In the same Dallas offices once used by Backpage.com, the defunct classified ad site notorious for enabling human trafficking, former elite intelligence officers work to dismantle the sex trade. They work for DeliverFund, a nonprofit organization that keeps the largest database of information on sex traffickers and shares it with 35 police departments across the country.
Jeremy Mahugh, DeliverFund’s senior vice president, told me his organization has drastically reduced the time it takes to build a case against a trafficker. In Houston, for example, the best police investigators needed about 21 days, but a DeliverFund analyst could do it in closer to 45 minutes.
Local law enforcement agencies increasingly rely on technology like what is offered by DeliverFund to find the victims, buyers, and traffickers of the sex trade with increasing precision and decreasing costs.
The U.S. Institute Against Human Trafficking (USIAHT), another nonprofit organization, uses web scraping software to contact women who are being sold for sex. The program scans websites with sex ads for phone numbers and texts them with information about local resources for leaving the business.
“At the core of this, we recognize that sex trafficking is a supply answer to a demand problem,” said Geoffrey Rogers, USIAHT’s CEO. “If we’re really going to end this, we as a society have got to chase after and focus on fighting the demand that’s causing sex trafficking in the first place.”
Since studies suggest that more than half of the men who buy sex want to stop but have a form of addiction, USIAHT developed Facebook ads for men about how to get help. Using a program developed by Seattle Against Slavery, the ads target the Facebook profiles of sex buyers. Since the project started seven months ago, about 7,500 people have clicked on the “Get Help” website.
USIAHT also uses intercept bots to interact with people who respond to fake sex ads. When potential buyers text the number, the bot mimics a woman asking for more information and negotiating about price and where to meet. Later, the man receives a text warning that buying sex is illegal and offering help.
The New York Police Department also has started using intercept bots to warn would-be buyers who respond to ads. After a few days, the person who interacted with the bot receives this message: “This is the New York Police Department. Your response to an online ad for prostitution has been logged. Offering to pay or paying someone for sexual conduct is a crime and punishable by incarceration up to 7 years. The NYPD posts hundreds of decoy advertisements that are indistinguishable from the real thing. People who show up in response to our ads are likely to get arrested.”
But technology on its own cannot follow through to arrest and punish traffickers or to provide real care for the victims.
“Really it’s just getting all the different sectors of society to fight demand at the same time within a community, whether it be the local government or law enforcement, businesses, the education system, healthcare, the church, and also using technology then to fight the demand,” Rogers said.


### WHAT YOU ARE ASKED TO DO
The lines below that include the word "Offer" are to be reported.

#### SUPPLIED RECORDS

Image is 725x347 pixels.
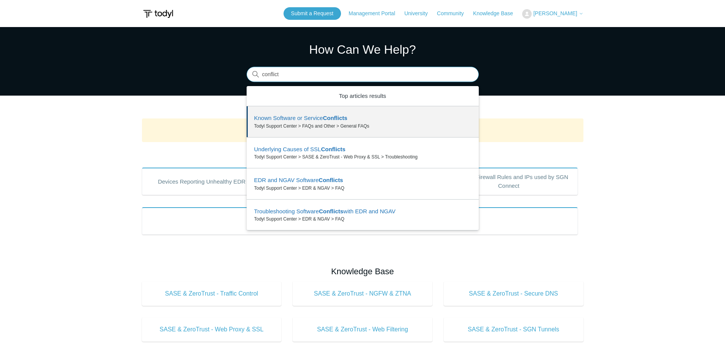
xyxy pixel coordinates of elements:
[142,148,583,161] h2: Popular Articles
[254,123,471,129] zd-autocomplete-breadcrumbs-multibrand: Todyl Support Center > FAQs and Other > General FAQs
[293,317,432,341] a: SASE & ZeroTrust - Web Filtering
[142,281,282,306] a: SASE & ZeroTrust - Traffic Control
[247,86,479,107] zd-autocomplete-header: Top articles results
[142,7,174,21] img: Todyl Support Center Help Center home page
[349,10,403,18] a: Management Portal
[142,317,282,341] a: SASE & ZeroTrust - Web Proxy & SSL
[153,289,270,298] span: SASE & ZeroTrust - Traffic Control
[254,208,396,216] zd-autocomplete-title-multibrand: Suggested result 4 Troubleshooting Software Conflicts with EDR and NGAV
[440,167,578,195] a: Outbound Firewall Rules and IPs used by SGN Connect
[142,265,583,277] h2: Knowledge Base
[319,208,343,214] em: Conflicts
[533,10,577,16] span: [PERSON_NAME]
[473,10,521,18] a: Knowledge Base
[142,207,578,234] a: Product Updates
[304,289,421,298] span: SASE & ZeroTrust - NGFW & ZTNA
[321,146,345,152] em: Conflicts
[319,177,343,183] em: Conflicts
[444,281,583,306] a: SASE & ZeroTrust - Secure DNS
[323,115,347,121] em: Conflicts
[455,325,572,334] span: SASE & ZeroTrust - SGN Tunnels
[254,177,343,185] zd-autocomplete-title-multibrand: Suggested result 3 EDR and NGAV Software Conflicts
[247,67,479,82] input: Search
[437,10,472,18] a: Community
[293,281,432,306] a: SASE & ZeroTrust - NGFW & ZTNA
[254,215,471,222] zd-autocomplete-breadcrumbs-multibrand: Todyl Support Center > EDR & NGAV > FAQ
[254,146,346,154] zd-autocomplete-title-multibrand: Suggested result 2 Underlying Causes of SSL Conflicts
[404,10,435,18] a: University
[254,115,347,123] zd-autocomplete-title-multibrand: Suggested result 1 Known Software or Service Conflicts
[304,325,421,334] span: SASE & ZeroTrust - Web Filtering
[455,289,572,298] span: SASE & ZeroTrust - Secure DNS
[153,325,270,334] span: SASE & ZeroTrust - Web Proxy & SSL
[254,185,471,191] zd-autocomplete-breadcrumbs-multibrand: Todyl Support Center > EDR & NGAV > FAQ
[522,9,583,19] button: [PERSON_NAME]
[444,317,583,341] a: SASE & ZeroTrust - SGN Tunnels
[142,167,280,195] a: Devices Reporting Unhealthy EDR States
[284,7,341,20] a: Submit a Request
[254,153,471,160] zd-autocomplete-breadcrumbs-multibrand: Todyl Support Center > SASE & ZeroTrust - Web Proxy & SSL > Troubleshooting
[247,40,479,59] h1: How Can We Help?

########
#### SUPPLIED RECORDS

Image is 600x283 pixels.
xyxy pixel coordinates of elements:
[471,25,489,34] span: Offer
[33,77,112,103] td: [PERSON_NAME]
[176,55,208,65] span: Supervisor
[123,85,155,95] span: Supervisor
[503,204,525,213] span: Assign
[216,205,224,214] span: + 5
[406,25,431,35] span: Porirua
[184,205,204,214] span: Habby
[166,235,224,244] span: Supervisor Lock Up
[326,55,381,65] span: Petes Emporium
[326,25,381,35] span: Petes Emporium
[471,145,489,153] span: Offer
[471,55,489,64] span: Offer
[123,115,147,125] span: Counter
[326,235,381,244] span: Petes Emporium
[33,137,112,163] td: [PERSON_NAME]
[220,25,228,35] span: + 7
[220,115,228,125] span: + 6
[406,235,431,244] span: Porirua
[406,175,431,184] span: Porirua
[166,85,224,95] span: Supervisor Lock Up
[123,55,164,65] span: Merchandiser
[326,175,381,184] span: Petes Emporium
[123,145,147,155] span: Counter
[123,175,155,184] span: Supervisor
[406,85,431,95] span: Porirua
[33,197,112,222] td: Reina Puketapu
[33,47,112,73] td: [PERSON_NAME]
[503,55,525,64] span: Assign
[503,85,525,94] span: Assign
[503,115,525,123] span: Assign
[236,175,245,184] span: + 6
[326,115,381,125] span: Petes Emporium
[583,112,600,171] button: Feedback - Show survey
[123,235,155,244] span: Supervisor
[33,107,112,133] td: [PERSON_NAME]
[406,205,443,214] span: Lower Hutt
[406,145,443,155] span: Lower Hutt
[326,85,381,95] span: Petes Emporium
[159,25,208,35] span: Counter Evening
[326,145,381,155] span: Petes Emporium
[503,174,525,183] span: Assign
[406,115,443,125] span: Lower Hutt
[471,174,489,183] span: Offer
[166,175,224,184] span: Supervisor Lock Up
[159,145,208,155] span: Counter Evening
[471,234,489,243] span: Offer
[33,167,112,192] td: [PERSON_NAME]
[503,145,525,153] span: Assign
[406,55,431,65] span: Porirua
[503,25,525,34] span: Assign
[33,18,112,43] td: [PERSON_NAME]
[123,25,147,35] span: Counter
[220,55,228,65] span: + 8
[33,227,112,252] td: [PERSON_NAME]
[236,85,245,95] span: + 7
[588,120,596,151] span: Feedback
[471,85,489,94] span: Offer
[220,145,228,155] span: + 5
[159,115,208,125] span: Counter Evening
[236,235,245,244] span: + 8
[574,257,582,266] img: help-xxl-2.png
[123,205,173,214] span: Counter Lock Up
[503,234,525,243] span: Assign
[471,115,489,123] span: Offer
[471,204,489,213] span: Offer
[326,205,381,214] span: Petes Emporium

########

### YOUR RESPONSE
[471,25,489,34] span: Offer
[471,145,489,153] span: Offer
[471,55,489,64] span: Offer
[471,174,489,183] span: Offer
[471,234,489,243] span: Offer
[471,85,489,94] span: Offer
[471,115,489,123] span: Offer
[471,204,489,213] span: Offer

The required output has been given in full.